Almost one in five pupils enrolled in the first year of the government’s flagship National Tutoring Programme are still yet to receive any tuition, with leaders blaming Covid disruption for the backlog.
Figures seen by Schools Week show that although the tuition partners arm of the NTP, currently run by the Education Endowment Foundation, has met its target of enrolling 250,000 pupils by the end of August, only 205,538 have actually started having sessions.
Schools do have the option to run tutoring in the holidays. But with just 11 days to go until the end of August, it looks likely that most of the 44,000 enrolled pupils who have not had tutoring to date will not start before the end of the year.
This is despite claims from ministers as recently as June that the programme was “on track” to “support” 250,000 pupils this academic year.
The NTP told Schools Week that “many schools” had chosen not to start tutoring for their pupils as a result of “competing pressures” and “a difficult school year”. Schools were closed to most pupils between January and March, and Covid-19 case rises caused significant disruption during the summer term.
While online tutoring was an option, the NTP said some schools opted for in-person tutoring as “pupils had spent a lot of time online for remote learning”.
The news has prompted renewed calls for more education recovery cash, after the government only funded a tenth of what was requested in former education recovery commissioner Kevan Collin’s £15 billon catch-up plan.
Geoff Barton, general secretary of school leaders’ union ASCL, said the government’s “grand ambitions” for the NTP seemed to have been “hit by the very same problem that decimated attendance levels” last term.
He said it came as “little surprise” that almost 45,000 young people had been unable to start tutoring “due to the sheer number who were forced to self-isolate at home in the weeks leading up to the summer holiday”.
“The number of students able to access the NTP is a small proportion of those needing help,” Barton warned.
“Instead of tip-toeing around the edge of a much bigger problem the government should be throwing its full weight behind the efforts to tackle education recovery following the pandemic by providing significantly higher funding than it has currently committed to.”
NTP ‘followed up’ with schools
An NTP spokesperson said the programme and its tuition partners had followed up with schools that had not started tutoring to see if “any support could be provided”.
“Hopefully with a more settled school year next year schools will choose for these children to receive tutoring next year. For schools who wanted summer tutoring this was available, with the aim of reaching as many children as possible.”
The NTP confirmed that schools with pupils enrolled for this year had to use their allocation by the end of this month, but settings would be able to book tutoring for the same children next year if they want to.
Only 240 schools officially withdrew from the scheme, and this was mainly due to “the difficulties schools have faced this year” with lockdowns. In total 5,866 schools have signed up, which is just shy of the NTP’s own target of 6,000. NTP enrolled 250,509 pupils this year.
The EEF is due to hand over the reins of the NTP to Dutch outsourcing firm Randstad next month.
However, the list of tuition organisations due to be involved in year two of the NTP are still yet to be confirmed. Applications closed earlier this month.
Schools Week understands no targets were set by the Department for Education for the numbers starting tuition this year, only those enrolled.
Kate Green, the shadow education secretary, said the “pitiful reach” of the programme showed the government’s “failure to deliver for children’s learning and futures”.
“Targets for enrolment without guarantees children will actually receive the support they need mean nothing.”
Programme’s reach expected to double
Schools Week has already revealed the scale of the challenge Randstad will face next year to double the NTP’s reach to 524,000 pupils, including 65 per cent disadvantaged pupils, alongside a new £579 million school-led tutoring fund.
Even in March, the Infrastructure and Projects authority said that the successful NTP rollout appeared to be “unachievable” – giving it a “red” rating. This was upgraded to amber in April with a further review planned for this month.
There are also fears of further disruption to schools from next month.
Although the majority if people in the UK are now fully-vaccinated, Professor Neil Ferguson, a government adviser, has warned that Britain could face a “large wave of infection” with hospital admissions exceeding 1,000 a day when schools in England and Wales return next month.
Even as many schools entered their final week of the summer term, more than a million children were absent from school because of Covid, most of them because they had come into potential contact with the virus in school.
But as of this week, under-18s and double-vaccinated adults identified as close contacts of positive Covid cases no longer have to to self-isolate unless they too test positive.
A DfE spokesperson said the NTP was “already available to every state-funded school in the country, with over 100 million hours of high-quality tutoring set to be delivered over the next three years to help children and young people recover from the impact of the pandemic”.
“The Education Endowment Foundation has met its target of ensuring over 250,000 pupils were signed up in the first year and the programme will now be significantly expanded, backed by over £1 billion , to reach hundreds of thousands more young people over the coming months.”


* [Exercise description]:
Give back the entire listing exactly as it was provided.
- Opening Delimiter -
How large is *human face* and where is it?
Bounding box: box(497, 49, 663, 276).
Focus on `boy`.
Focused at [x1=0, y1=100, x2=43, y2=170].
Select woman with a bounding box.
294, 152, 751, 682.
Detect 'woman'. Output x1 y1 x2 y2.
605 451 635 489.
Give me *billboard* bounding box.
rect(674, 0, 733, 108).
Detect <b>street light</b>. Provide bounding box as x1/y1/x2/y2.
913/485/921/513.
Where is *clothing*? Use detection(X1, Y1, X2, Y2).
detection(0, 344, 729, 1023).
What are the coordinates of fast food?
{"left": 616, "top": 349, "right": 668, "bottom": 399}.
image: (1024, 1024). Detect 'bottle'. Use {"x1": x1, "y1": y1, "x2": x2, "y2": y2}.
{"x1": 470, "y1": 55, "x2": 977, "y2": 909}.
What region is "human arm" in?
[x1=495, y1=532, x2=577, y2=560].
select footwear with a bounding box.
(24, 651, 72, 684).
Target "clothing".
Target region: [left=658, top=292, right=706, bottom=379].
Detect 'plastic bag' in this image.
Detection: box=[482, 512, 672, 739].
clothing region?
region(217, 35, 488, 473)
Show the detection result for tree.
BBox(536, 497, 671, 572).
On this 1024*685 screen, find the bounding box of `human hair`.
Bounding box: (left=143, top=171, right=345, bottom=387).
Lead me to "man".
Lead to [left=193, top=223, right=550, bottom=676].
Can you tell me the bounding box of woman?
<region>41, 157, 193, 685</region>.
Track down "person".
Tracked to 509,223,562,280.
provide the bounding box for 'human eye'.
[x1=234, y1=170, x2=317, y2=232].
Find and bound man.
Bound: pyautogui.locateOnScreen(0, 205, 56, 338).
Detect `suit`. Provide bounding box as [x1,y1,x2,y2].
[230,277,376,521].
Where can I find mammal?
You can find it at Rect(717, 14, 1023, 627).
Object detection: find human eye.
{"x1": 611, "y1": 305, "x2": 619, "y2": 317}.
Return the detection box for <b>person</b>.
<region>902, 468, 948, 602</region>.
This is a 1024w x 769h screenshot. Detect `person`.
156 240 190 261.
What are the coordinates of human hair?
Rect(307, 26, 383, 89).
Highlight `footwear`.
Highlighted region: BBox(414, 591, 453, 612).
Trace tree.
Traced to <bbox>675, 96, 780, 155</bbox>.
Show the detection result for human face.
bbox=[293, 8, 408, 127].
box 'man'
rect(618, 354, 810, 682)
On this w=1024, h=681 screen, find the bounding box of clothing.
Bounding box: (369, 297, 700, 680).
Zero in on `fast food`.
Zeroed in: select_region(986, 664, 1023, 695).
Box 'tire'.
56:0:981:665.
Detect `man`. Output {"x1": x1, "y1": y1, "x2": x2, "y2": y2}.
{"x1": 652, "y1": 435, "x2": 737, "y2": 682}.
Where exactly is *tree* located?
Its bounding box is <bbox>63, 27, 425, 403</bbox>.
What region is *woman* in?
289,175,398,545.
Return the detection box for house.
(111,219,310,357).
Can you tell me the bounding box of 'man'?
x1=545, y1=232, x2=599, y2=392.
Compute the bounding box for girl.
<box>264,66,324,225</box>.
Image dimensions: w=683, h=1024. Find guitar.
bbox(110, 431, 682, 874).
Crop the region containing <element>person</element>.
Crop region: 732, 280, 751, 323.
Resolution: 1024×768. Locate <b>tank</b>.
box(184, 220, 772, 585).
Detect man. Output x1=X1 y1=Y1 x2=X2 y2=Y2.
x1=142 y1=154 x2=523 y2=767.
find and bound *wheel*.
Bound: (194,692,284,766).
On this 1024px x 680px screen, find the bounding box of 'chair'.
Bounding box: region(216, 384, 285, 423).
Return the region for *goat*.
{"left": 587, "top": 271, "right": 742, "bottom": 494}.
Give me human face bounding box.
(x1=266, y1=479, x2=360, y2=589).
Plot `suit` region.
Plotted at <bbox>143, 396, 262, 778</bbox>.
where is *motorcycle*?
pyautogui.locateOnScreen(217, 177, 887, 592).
- Closing Delimiter -
* [Response to the task]:
How large is *human face* and where is it?
Bounding box: box(497, 49, 663, 276).
Focus on `boy`.
Focused at [x1=0, y1=100, x2=43, y2=170].
Select woman with a bounding box.
294, 152, 751, 682.
Detect 'woman'. Output x1 y1 x2 y2.
605 451 635 489.
Give me *billboard* bounding box.
rect(674, 0, 733, 108).
Detect <b>street light</b>. Provide bounding box as x1/y1/x2/y2.
913/485/921/513.
Where is *clothing*? Use detection(X1, Y1, X2, Y2).
detection(0, 344, 729, 1023).
What are the coordinates of fast food?
{"left": 616, "top": 349, "right": 668, "bottom": 399}.
image: (1024, 1024). Detect 'bottle'. Use {"x1": x1, "y1": y1, "x2": x2, "y2": y2}.
{"x1": 470, "y1": 55, "x2": 977, "y2": 909}.
What region is "human arm" in?
[x1=495, y1=532, x2=577, y2=560].
select footwear with a bounding box.
(24, 651, 72, 684).
Target "clothing".
Target region: [left=658, top=292, right=706, bottom=379].
Detect 'plastic bag' in this image.
Detection: box=[482, 512, 672, 739].
clothing region?
region(217, 35, 488, 473)
Show the detection result for tree.
BBox(536, 497, 671, 572).
On this 1024*685 screen, find the bounding box of `human hair`.
Bounding box: (left=143, top=171, right=345, bottom=387).
Lead me to "man".
Lead to [left=193, top=223, right=550, bottom=676].
Can you tell me the bounding box of woman?
<region>41, 157, 193, 685</region>.
Track down "person".
Tracked to 509,223,562,280.
provide the bounding box for 'human eye'.
[x1=234, y1=170, x2=317, y2=232].
Find and bound man.
Bound: pyautogui.locateOnScreen(0, 205, 56, 338).
Detect `suit`. Provide bounding box as [x1,y1,x2,y2].
[230,277,376,521].
Where can I find mammal?
You can find it at Rect(717, 14, 1023, 627).
Object detection: find human eye.
{"x1": 611, "y1": 305, "x2": 619, "y2": 317}.
Return the detection box for <b>person</b>.
<region>902, 468, 948, 602</region>.
This is a 1024w x 769h screenshot. Detect `person`.
156 240 190 261.
What are the coordinates of human hair?
Rect(307, 26, 383, 89).
Highlight `footwear`.
Highlighted region: BBox(414, 591, 453, 612).
Trace tree.
Traced to <bbox>675, 96, 780, 155</bbox>.
Show the detection result for human face.
bbox=[293, 8, 408, 127].
box 'man'
rect(618, 354, 810, 682)
On this w=1024, h=681 screen, find the bounding box of clothing.
Bounding box: (369, 297, 700, 680).
Zero in on `fast food`.
Zeroed in: select_region(986, 664, 1023, 695).
Box 'tire'.
56:0:981:665.
Detect `man`. Output {"x1": x1, "y1": y1, "x2": x2, "y2": y2}.
{"x1": 652, "y1": 435, "x2": 737, "y2": 682}.
Where exactly is *tree* located?
Its bounding box is <bbox>63, 27, 425, 403</bbox>.
What region is *woman* in?
289,175,398,545.
Return the detection box for house.
(111,219,310,357).
Can you tell me the bounding box of 'man'?
x1=545, y1=232, x2=599, y2=392.
Compute the bounding box for girl.
<box>264,66,324,225</box>.
Image dimensions: w=683, h=1024. Find guitar.
bbox(110, 431, 682, 874).
Crop the region containing <element>person</element>.
Crop region: 732, 280, 751, 323.
Resolution: 1024×768. Locate <b>tank</b>.
box(184, 220, 772, 585).
Detect man. Output x1=X1 y1=Y1 x2=X2 y2=Y2.
x1=142 y1=154 x2=523 y2=767.
find and bound *wheel*.
Bound: (194,692,284,766).
On this 1024px x 680px screen, find the bounding box of 'chair'.
Bounding box: region(216, 384, 285, 423).
Return the region for *goat*.
{"left": 587, "top": 271, "right": 742, "bottom": 494}.
Give me human face bounding box.
(x1=266, y1=479, x2=360, y2=589).
Plot `suit` region.
Plotted at <bbox>143, 396, 262, 778</bbox>.
where is *motorcycle*?
pyautogui.locateOnScreen(217, 177, 887, 592).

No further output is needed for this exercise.